Having been a close associate of late Senator Claro M. Recto, Constantino was designated by the Recto Memorial Foundation to edit and publish The Recto Reader a collection of passages from Recto’s most important speeches on nationalism, economic independence, international affairs, democracy and civil liberties, the Constitution and Philippine politics. Through the selections in The Recto Reader Constantino was instrumental in introducing the “relevant Recto” to the contemporary nationalist movement.

Partisan Scholarship

As a senior colleague at the University of the Philippines here in Manila, Professor Constantino kept reminding his colleague professors of the imperatives of committed scholarship. He said, “What is needed is a core of well-informed social scientists who are dedicated nationalists and who can contribute not only to the liberation of their disciplines from neo-colonial imprisonment but also to the final liberation of the country from the forces that dominate it.”

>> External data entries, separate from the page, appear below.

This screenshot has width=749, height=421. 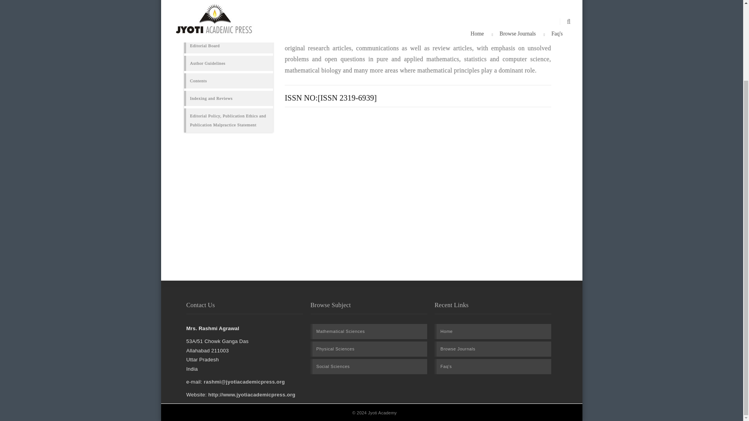 What do you see at coordinates (446, 332) in the screenshot?
I see `Home` at bounding box center [446, 332].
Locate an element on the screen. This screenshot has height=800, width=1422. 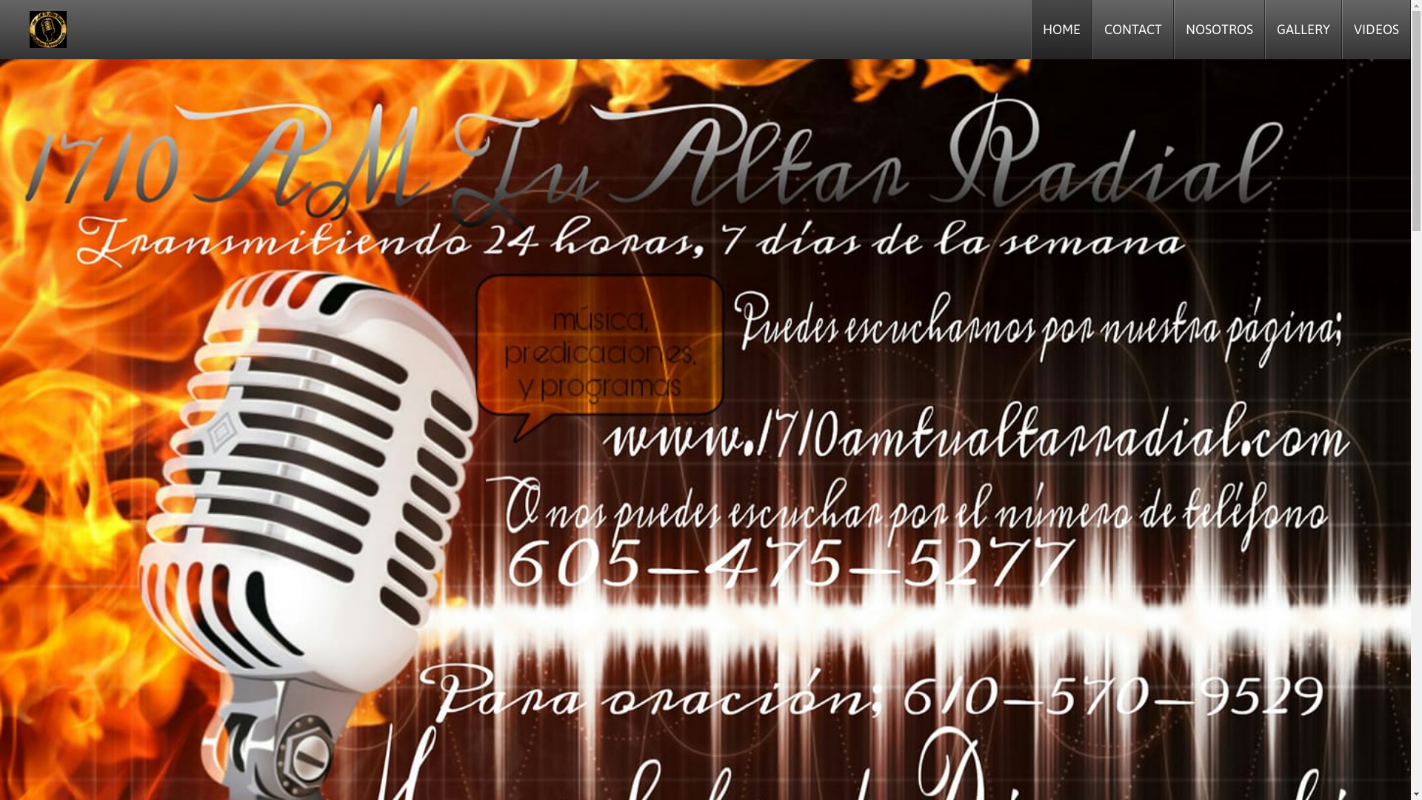
NOSOTROS is located at coordinates (1219, 30).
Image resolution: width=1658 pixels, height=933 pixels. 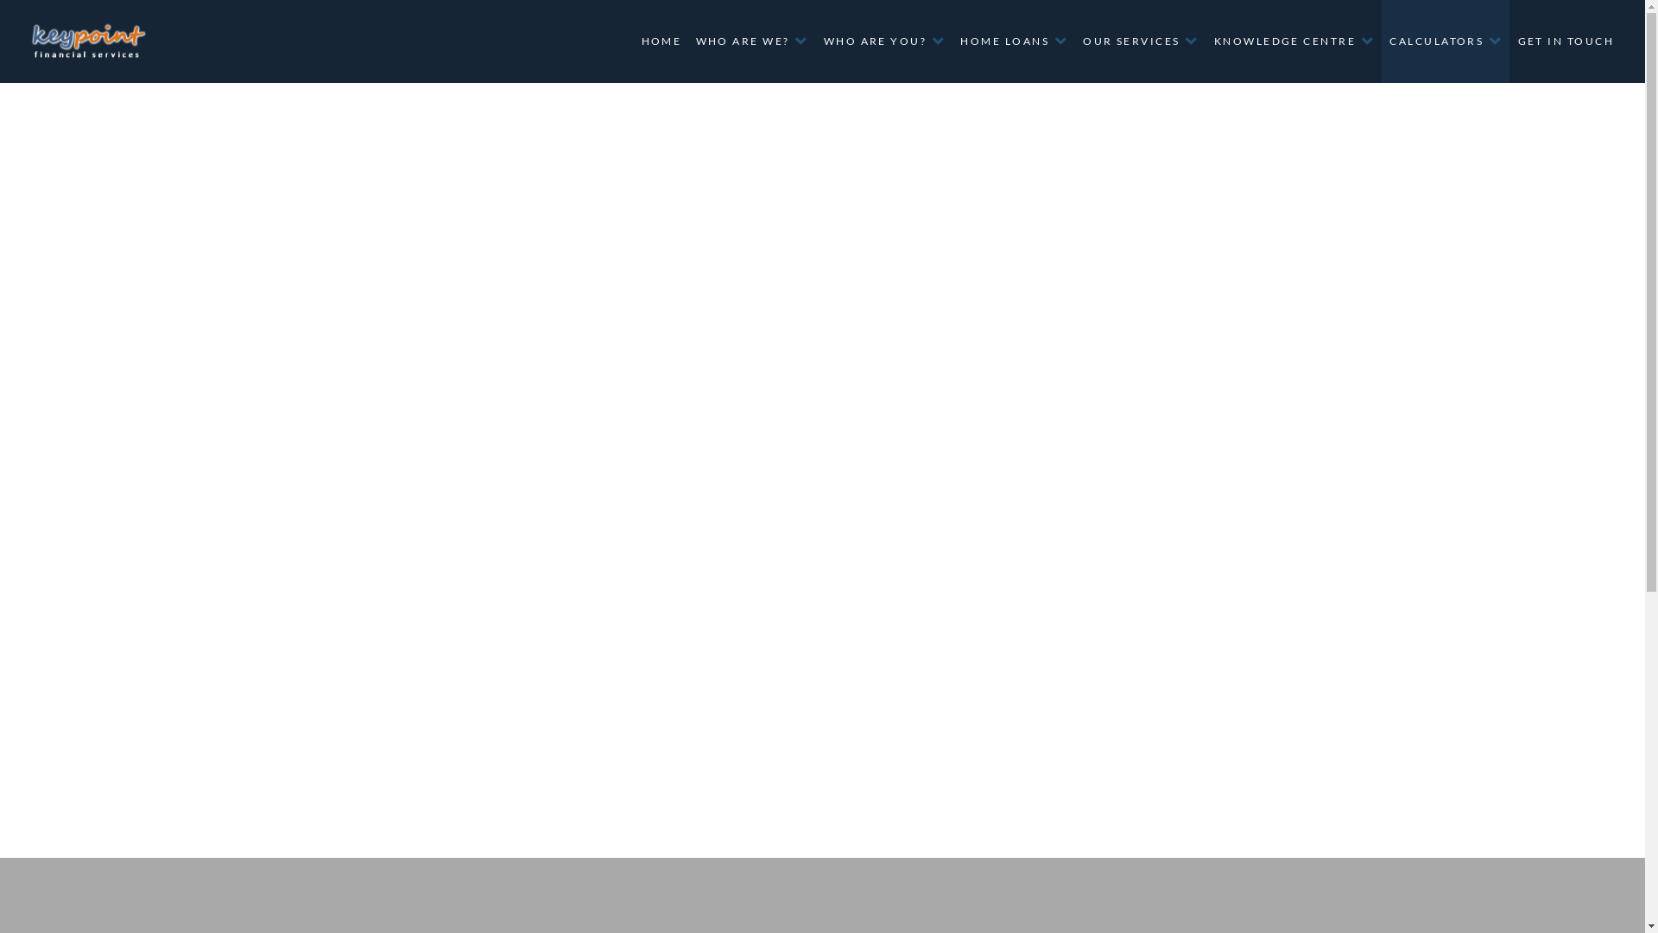 I want to click on CALCULATORS, so click(x=1445, y=41).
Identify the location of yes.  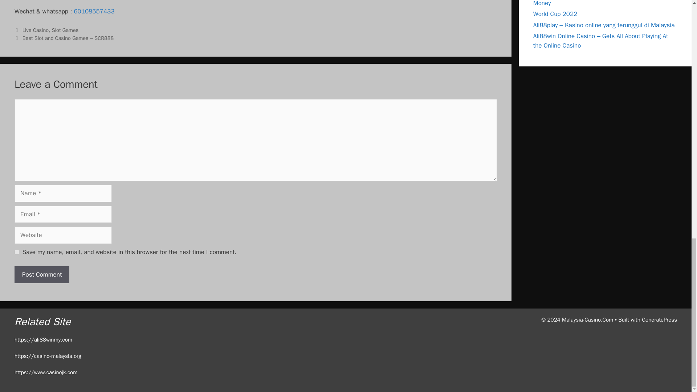
(17, 252).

In his keynote speech in 1983 entitled, “Social Science in a Neo-Colonial Society” which he delivered before the Faculty Conference of the Division of Social Sciences, University of the Philippines, he advised us, his academic colleagues:

“Social science is a neo-colony must neither be a sideline nor a passport to national ‘establishment’ recognition, to international jetsetting, or for careerist competition for lucrative research funding. Social science must be a dissenting discipline. Critical social relevance must be inculcated in students. Debate and dissent must be encouraged, otherwise scholarship will be totally co-opted by the new orthodoxy and social scientists will become mere cogs in the business of selling marketable skills.”

Nationalism under Siege in the Era of Globalization

In this author’s conversations with Constantino during the historian’s last few years, the historian articulated his deep concern for the unity of progressive anti-imperialist forces in the Philippines, a unity that was being threatened by division and fragmentation. He also looked forward to the efforts of Asian nations in presenting a common front and pursuing development programs independent of Northern capital. Unity of all progressive forces both nationally and internationally – this was the only way we could counter “globalization, which really means recolonization”, he said.

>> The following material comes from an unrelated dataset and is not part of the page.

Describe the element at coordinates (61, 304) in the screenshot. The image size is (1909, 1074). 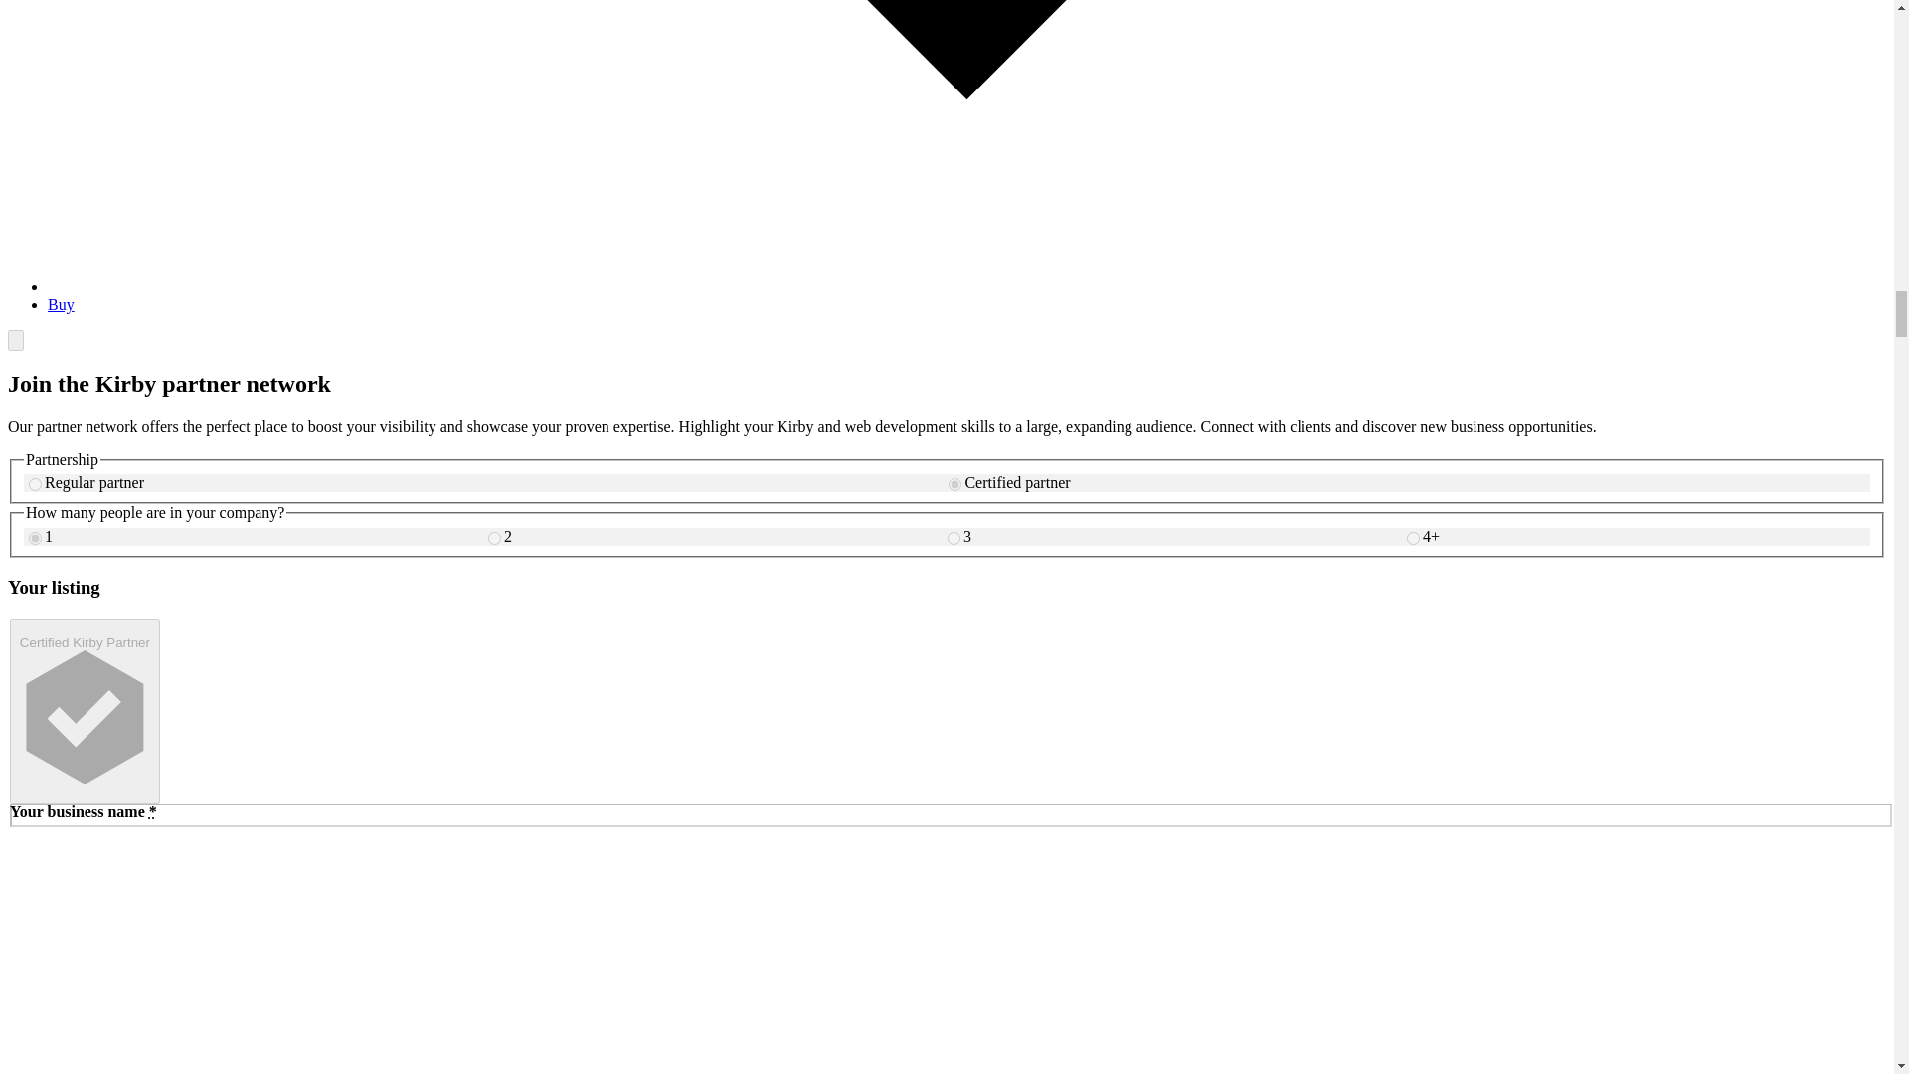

He clearly saw the link between neo-liberal economics and the Visiting Forces Agreement (VFA) when he wrote in one of his weekly columns: “The VFA should be seen as the military aspect of US-led globalization which erases national borders. Globalization is above all the free movement not only of foreign capital but also armed components that will assure the protection of international capital.”

He decried the Philippine government’s grand fiesta celebration of the centennial of the Philippine revolution (1996-1998) which was supposed to be a celebration of independence. According to a subsequent Presidential Fact-Finding Committee report, the celebration cost P 9.2 billion pesos, most of it going down the drain in shady deals, anomalous contracts and other scams. Ultimately, the national sovereignty that the centennial celebration was supposed to commemorate became the casualty, he said, because the emphasis was on the Revolution against Spain while the Philippine-American war was downplayed, with the U.S. even being projected as an ally and benefactor of Filipinos. And as the nation celebrated the centennial of its independence, the Ramos administration negotiated and signed the Philippine-U.S. Visiting Forces Agreement (1998) which gave rights and privileges to U.S. soldiers on Philippine territory without the same rights and privileges being given to Philippine military personnel visiting the United States.